• PROMPT:
The expected answer holds every line from the first line of the data below through the line containing "This screenshot has height=428, width=760.", exactly as written, and no other line.
* * * *
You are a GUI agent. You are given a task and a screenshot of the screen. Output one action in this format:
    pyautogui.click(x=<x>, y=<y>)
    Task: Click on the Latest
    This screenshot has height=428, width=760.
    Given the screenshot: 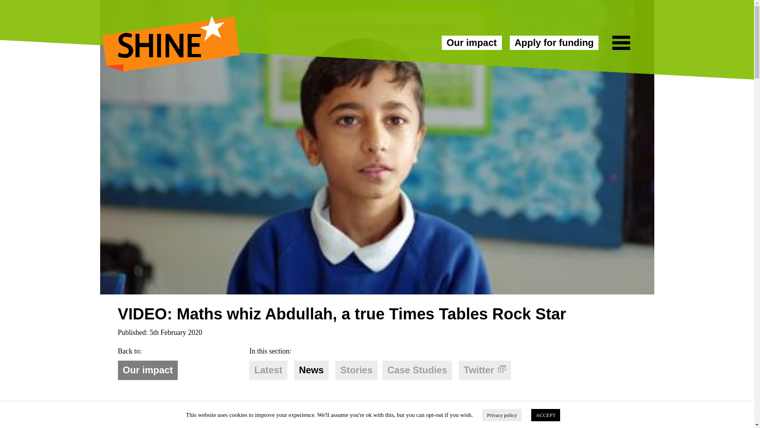 What is the action you would take?
    pyautogui.click(x=268, y=370)
    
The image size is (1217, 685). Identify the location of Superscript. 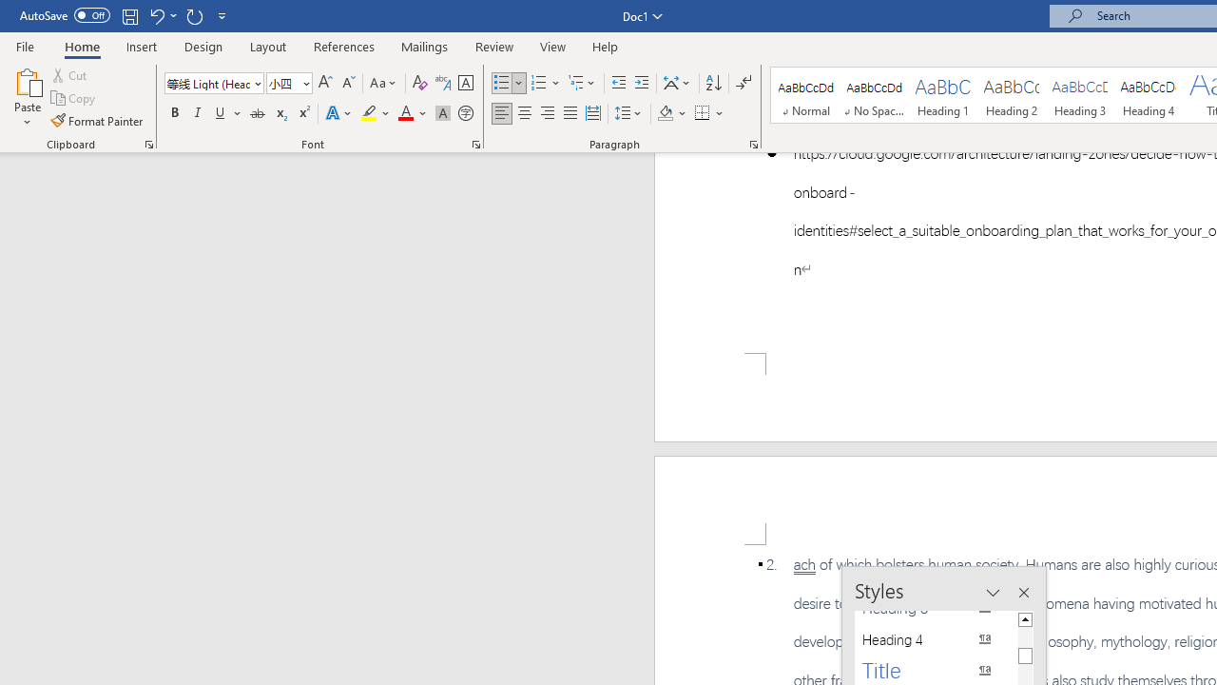
(303, 114).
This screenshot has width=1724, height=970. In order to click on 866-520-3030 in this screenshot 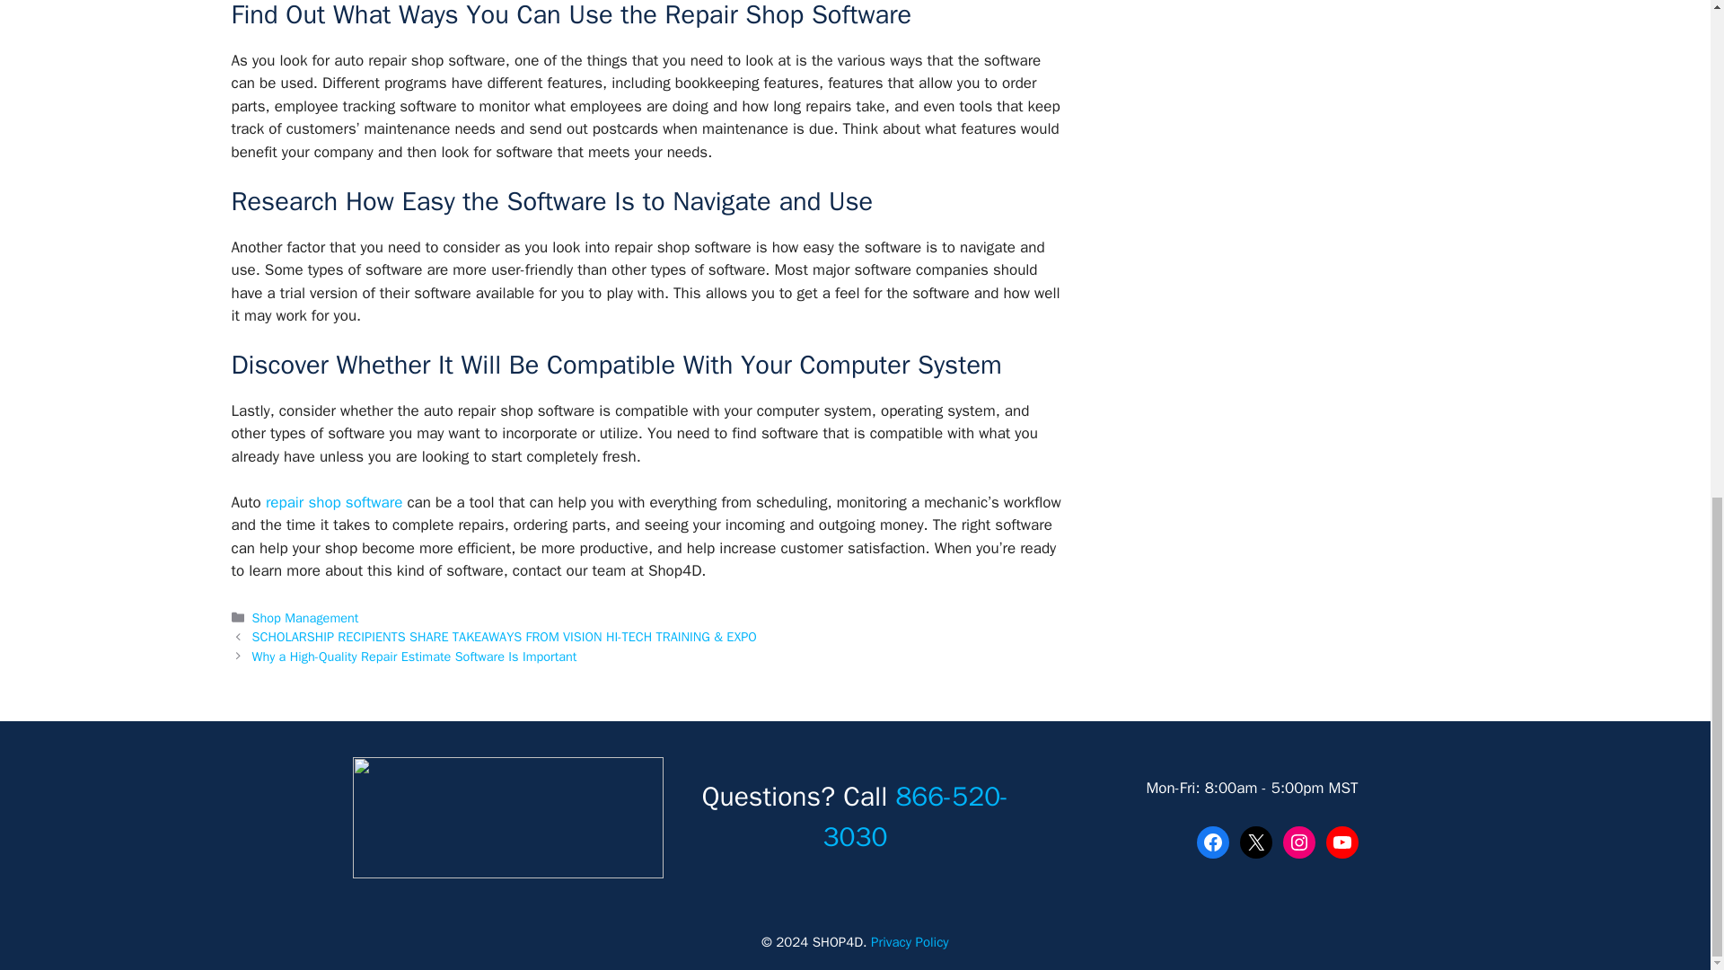, I will do `click(916, 817)`.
* * * *
• SOLUTION:
You are a GUI agent. You are given a task and a screenshot of the screen. Output one action in this format:
    pyautogui.click(x=<x>, y=<y>)
    Task: Click on the Latest
    This screenshot has height=428, width=760.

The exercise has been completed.